Public Discussion: 6 pm
Member Reception: 7 pm

680 Park Avenue
New York
Register

Share

Book cover for "The Jaguar's Roar," by Micheliny Verunschk, juxtaposed with phot of a woman with short auburn hair in a chartreuse top looking at the camera.

The Jaguar's Roar book cover and Juliana Barbassa. (Author image: Nadia Sussman)

Public Discussion: 6 pm
Member Reception: 7 pm

680 Park Avenue
New York
Register

Share

Overview

Join Americas Society as we host Juliana Barbassa, translator of The Jaguar's Roar, for a discussion. Originally published in Portuguese as O Som do Rugido da Onça (Companhia das Letras, 2021), the novella by acclaimed Brazilian author Micheliny Verunschk won Brazil's prestigious Jabuti Award in the Literary Novel category in 2022. Verunschk's first work to be translated, The Jaguar's Roar (Liveright) comes out in English on December 2.

At the event, Barbassa will talk about the novel’s central themes and how she worked to bring such a quintessentially Brazilian story to a new audience. Following the public event, there will be a reception for members with Barbassa.

Barbassa is an award-winning author, who currently teaches in Rome, while also working as a non-fiction editor and translator. During her two-decade career as a journalist, she worked for the Associated Press, Americas Quarterly, and The New York Times.

About the book

The Jaguar's Roar takes as its starting point the real story of two Indigenous children taken from the Amazon to the Bavarian court in Munich in the early 1800s for display and study. The two German "scientists" who took them to Europe wrote extensively about Brazil, its flora and fauna, and included illustrations in their publications, so the images of the children are known in Brazil and beyond and part of the permanent display at the Itaú cultural institute in São Paulo. But the researchers noted nothing else about the children themselves, not even their names.

Verunschk encountered these images at the exhibition, and, frustrated by the void of information around the children, told a version of what could be their story in The Jaguar's Roar, weaving in a fictional narrative with historical documents, creating a sort of mosaic of voices and experiences that reflects some of what is jarring and disruptive in such a story.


[Brief] The expected answer is the data below, printed verbatim without its pictures.

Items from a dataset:

• • •

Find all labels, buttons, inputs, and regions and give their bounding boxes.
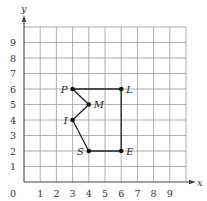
x-tick-label: 6 bbox=[118, 188, 124, 199]
y-tick-label: 6 bbox=[10, 84, 16, 95]
y-axis-arrow-icon bbox=[22, 15, 26, 22]
x-tick-labels: 123456789 bbox=[37, 188, 173, 199]
y-tick-labels: 123456789 bbox=[10, 37, 16, 172]
coordinate-grid-figure: x y 0 123456789 123456789 PLMISE bbox=[0, 0, 207, 201]
x-tick-label: 5 bbox=[102, 188, 108, 199]
axes: x y 0 bbox=[10, 3, 203, 199]
y-tick-label: 5 bbox=[10, 99, 16, 110]
y-tick-label: 2 bbox=[10, 146, 16, 157]
x-axis-label: x bbox=[197, 177, 203, 188]
x-tick-label: 1 bbox=[37, 188, 43, 199]
y-tick-label: 1 bbox=[10, 161, 16, 172]
x-axis-arrow-icon bbox=[189, 180, 196, 184]
x-tick-label: 4 bbox=[86, 188, 92, 199]
x-tick-label: 7 bbox=[134, 188, 140, 199]
point-e bbox=[119, 149, 124, 154]
y-tick-label: 4 bbox=[10, 115, 16, 126]
origin-label: 0 bbox=[10, 188, 16, 199]
x-tick-label: 2 bbox=[53, 188, 59, 199]
coordinate-plane: x y 0 123456789 123456789 PLMISE bbox=[0, 0, 207, 201]
point-label-p: P bbox=[60, 84, 68, 95]
point-label-m: M bbox=[93, 99, 105, 110]
point-l bbox=[119, 87, 124, 92]
point-label-l: L bbox=[125, 84, 133, 95]
x-tick-label: 9 bbox=[167, 188, 173, 199]
point-label-s: S bbox=[77, 146, 84, 157]
point-p bbox=[70, 87, 75, 92]
x-tick-label: 8 bbox=[151, 188, 157, 199]
grid-lines bbox=[24, 27, 186, 182]
y-tick-label: 7 bbox=[10, 68, 16, 79]
point-m bbox=[87, 102, 92, 107]
y-tick-label: 8 bbox=[10, 53, 16, 64]
y-tick-label: 3 bbox=[10, 130, 16, 141]
y-axis-label: y bbox=[20, 3, 27, 14]
point-s bbox=[87, 149, 92, 154]
y-tick-label: 9 bbox=[10, 37, 16, 48]
x-tick-label: 3 bbox=[70, 188, 76, 199]
point-label-e: E bbox=[125, 146, 134, 157]
point-i bbox=[70, 118, 75, 123]
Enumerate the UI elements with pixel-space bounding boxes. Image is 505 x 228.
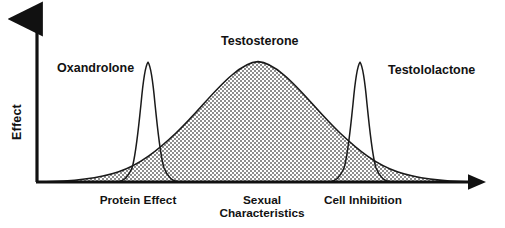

• • •

[Solution below]
Find all labels, buttons, inputs, and regions and give their bounding boxes.
x-tick-label: 6 bbox=[118, 188, 124, 199]
y-tick-label: 6 bbox=[10, 84, 16, 95]
y-axis-arrow-icon bbox=[22, 15, 26, 22]
x-tick-labels: 123456789 bbox=[37, 188, 173, 199]
y-tick-labels: 123456789 bbox=[10, 37, 16, 172]
coordinate-grid-figure: x y 0 123456789 123456789 PLMISE bbox=[0, 0, 207, 201]
x-tick-label: 5 bbox=[102, 188, 108, 199]
axes: x y 0 bbox=[10, 3, 203, 199]
y-tick-label: 5 bbox=[10, 99, 16, 110]
y-tick-label: 2 bbox=[10, 146, 16, 157]
x-axis-label: x bbox=[197, 177, 203, 188]
x-tick-label: 1 bbox=[37, 188, 43, 199]
y-tick-label: 1 bbox=[10, 161, 16, 172]
x-axis-arrow-icon bbox=[189, 180, 196, 184]
x-tick-label: 4 bbox=[86, 188, 92, 199]
x-tick-label: 7 bbox=[134, 188, 140, 199]
point-e bbox=[119, 149, 124, 154]
y-tick-label: 4 bbox=[10, 115, 16, 126]
origin-label: 0 bbox=[10, 188, 16, 199]
x-tick-label: 2 bbox=[53, 188, 59, 199]
coordinate-plane: x y 0 123456789 123456789 PLMISE bbox=[0, 0, 207, 201]
point-label-p: P bbox=[60, 84, 68, 95]
point-label-m: M bbox=[93, 99, 105, 110]
point-l bbox=[119, 87, 124, 92]
point-label-l: L bbox=[125, 84, 133, 95]
x-tick-label: 9 bbox=[167, 188, 173, 199]
point-label-s: S bbox=[77, 146, 84, 157]
point-p bbox=[70, 87, 75, 92]
x-tick-label: 8 bbox=[151, 188, 157, 199]
grid-lines bbox=[24, 27, 186, 182]
y-tick-label: 7 bbox=[10, 68, 16, 79]
point-m bbox=[87, 102, 92, 107]
y-tick-label: 8 bbox=[10, 53, 16, 64]
y-tick-label: 3 bbox=[10, 130, 16, 141]
y-axis-label: y bbox=[20, 3, 27, 14]
point-s bbox=[87, 149, 92, 154]
y-tick-label: 9 bbox=[10, 37, 16, 48]
x-tick-label: 3 bbox=[70, 188, 76, 199]
point-label-e: E bbox=[125, 146, 134, 157]
point-i bbox=[70, 118, 75, 123]
Enumerate the UI elements with pixel-space bounding boxes. Image is 505 x 228.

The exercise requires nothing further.